In years past we didn’t think about it.
Nature. Animals, plants, insects, fish — we didn’t consider our impact on these things.
We built things because we could. We had figured out the engineering, and it was almost a matter of meeting a challenge to prove that we could bring them to fruition.
So we built causeways and bridges, skyscrapers and megaships. We redirected rivers and diked off wetlands or filled them in entirely so we could build houses, shops and parks. After all, a marsh was just unusable land, right? We dredged lake and ocean foreshores for harbours and more. Nature and everything in it were there for us to conquer, to use for our ‘development’.
No thought was given to the functions these things were already serving and the mind-boggling interconnections that we are only now beginning to understand, from the smallest fish to the soaring eagle to the elk. They all depend upon each other, and we upon them.
And while nature is astoundingly adaptable, we have managed to destroy more than we will probably ever know in our ignorance and arrogance.
We are starting to wake up. We are starting to understand that plants are not separate from animals, which are not separate from birds. And we are not separate either.
Some still look to the past and wonder why we cannot continue. Why we cannot, say, just build a gazebo in a riparian zone. Who’s it going to hurt?
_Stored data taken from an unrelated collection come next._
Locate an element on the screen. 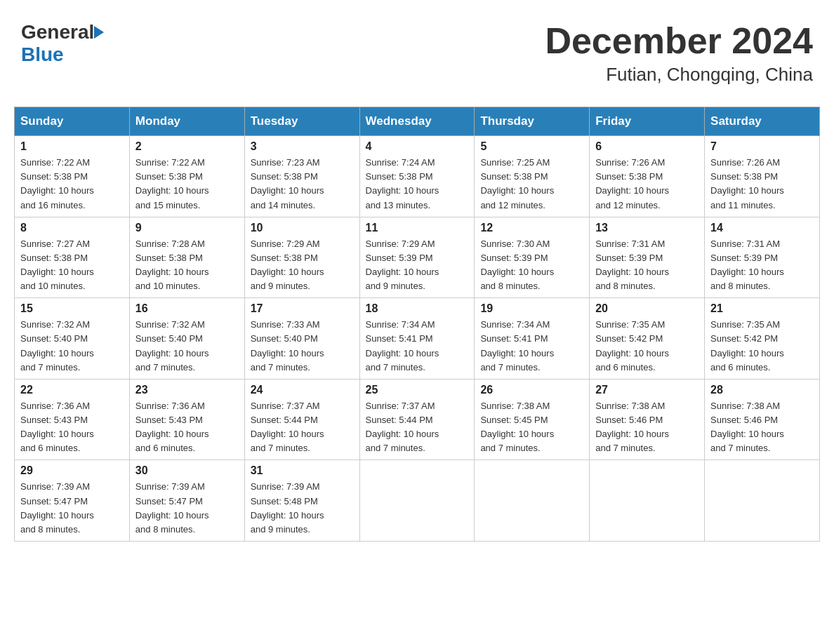  calendar-week-row: 1 Sunrise: 7:22 AMSunset: 5:38 PMDayligh… is located at coordinates (417, 177).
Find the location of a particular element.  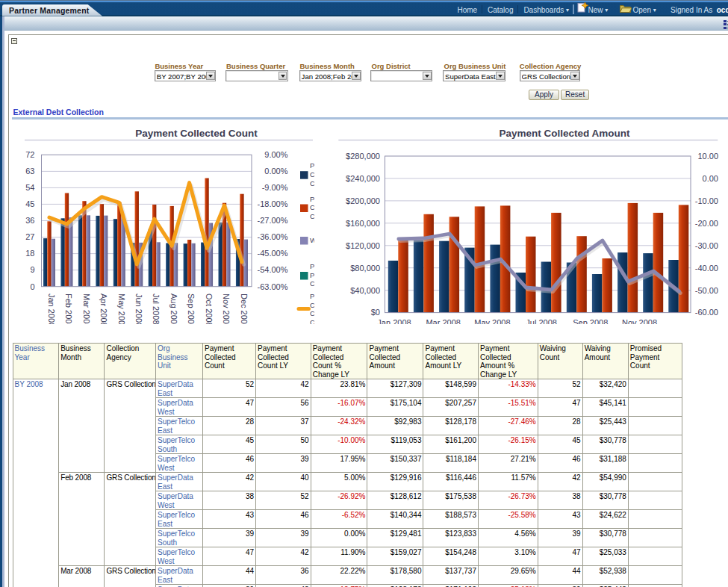

svg-text: 10.00 is located at coordinates (708, 156).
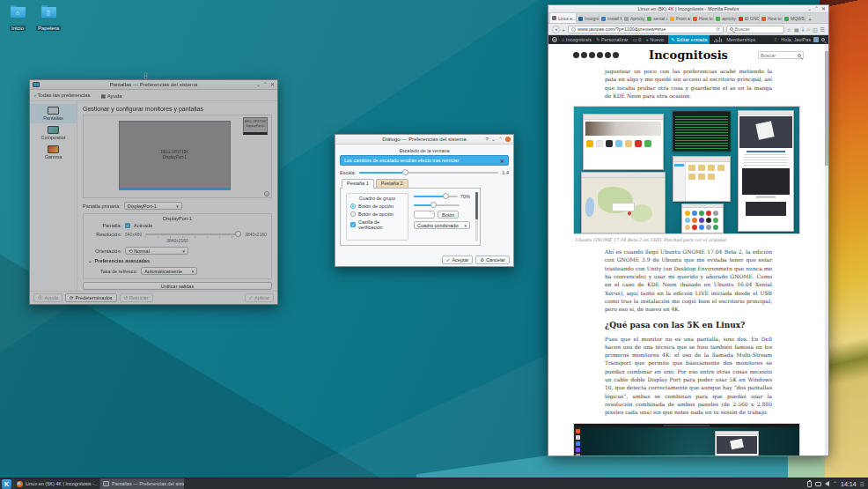 This screenshot has height=489, width=868. What do you see at coordinates (688, 40) in the screenshot?
I see `edit-post-link: ✎ Editar entrada` at bounding box center [688, 40].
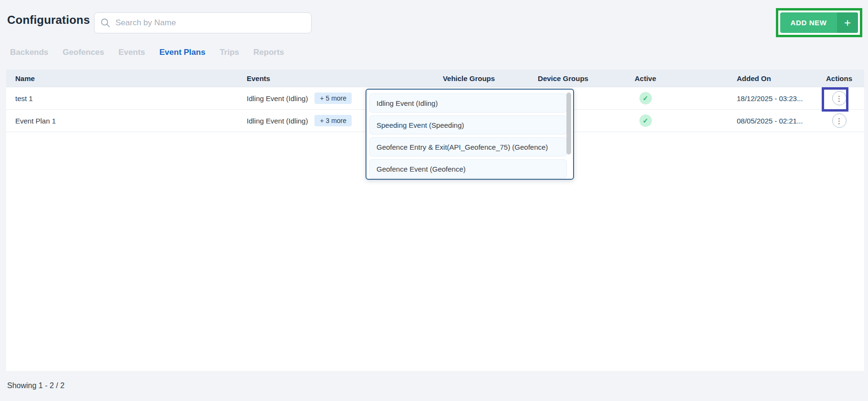  I want to click on dropdown-item: Idling Event (Idling), so click(468, 103).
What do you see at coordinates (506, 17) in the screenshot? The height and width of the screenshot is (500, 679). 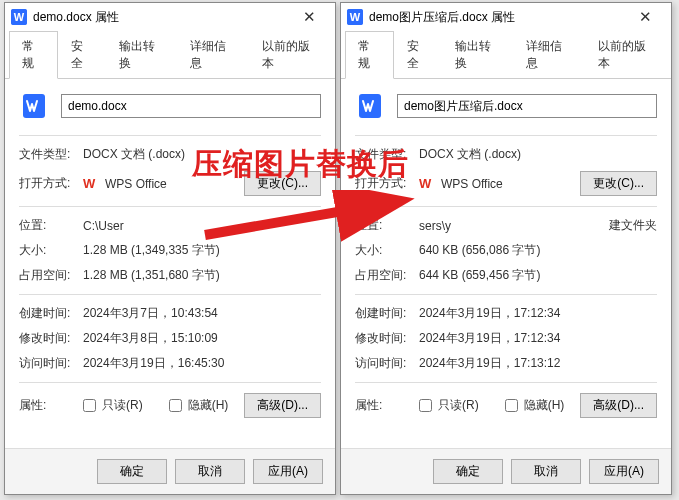 I see `titlebar: W demo图片压缩后.docx 属性 ✕` at bounding box center [506, 17].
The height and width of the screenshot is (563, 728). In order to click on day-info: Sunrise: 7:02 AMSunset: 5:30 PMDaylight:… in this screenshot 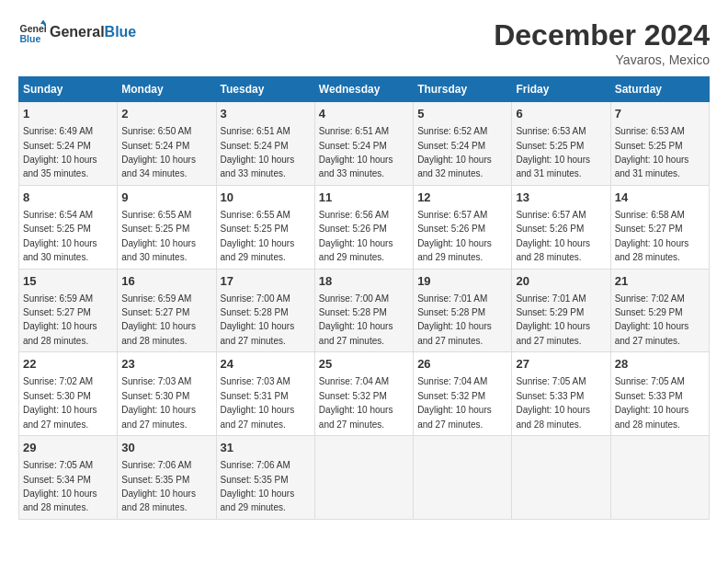, I will do `click(61, 403)`.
It’s the same attitude that has people abandoning their derelict boats in bays and coves, leaving them to sink to the lake bottom with no regard for the pollution it causes and the potential harm.
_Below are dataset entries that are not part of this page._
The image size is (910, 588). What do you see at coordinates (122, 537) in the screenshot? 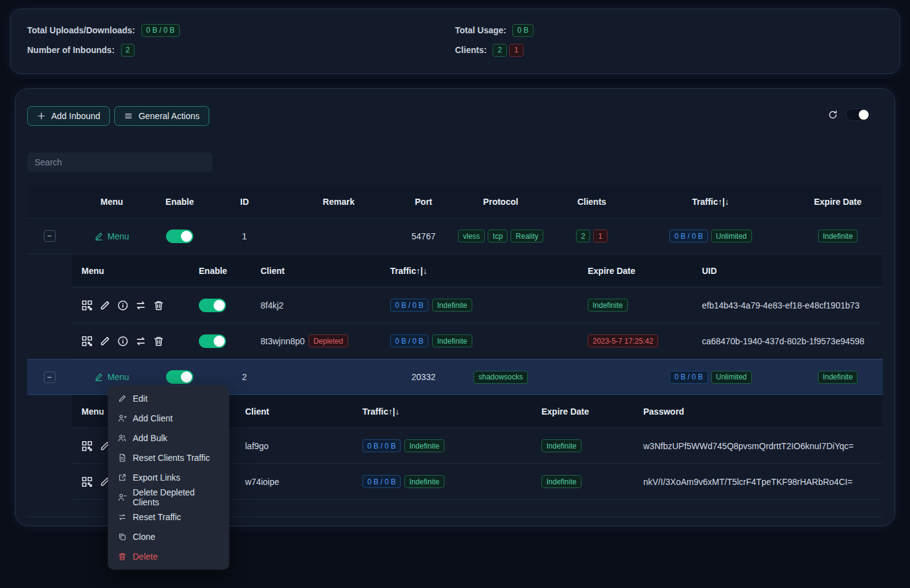
I see `copy-icon` at bounding box center [122, 537].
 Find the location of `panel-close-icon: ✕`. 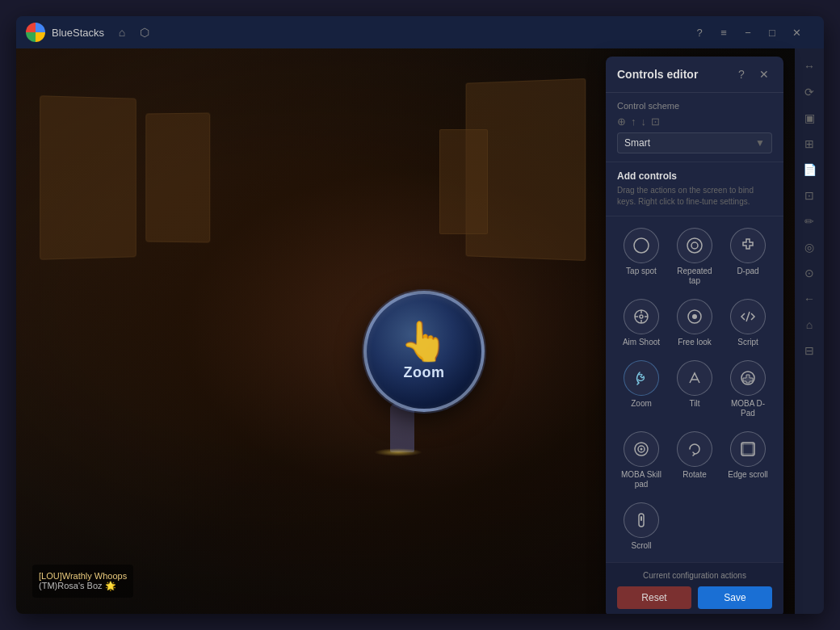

This is not to say that we should stop all building and all development and not enjoy our shorelines and properties.
But we must do our due diligence first, and make sure our shed or fence or earth moving isn’t going to throw an unexpected spanner in the works.
Riparian regulations are there for a reason. In many cases we’re only starting to undo some of the damage we’ve caused in the past. Everything we do has consequences for the world around us. We must consider what those consequences will be and weigh our choices. We can’t just ignore them like we used to. Our eyes are open now. We can’t pretend they’re still closed.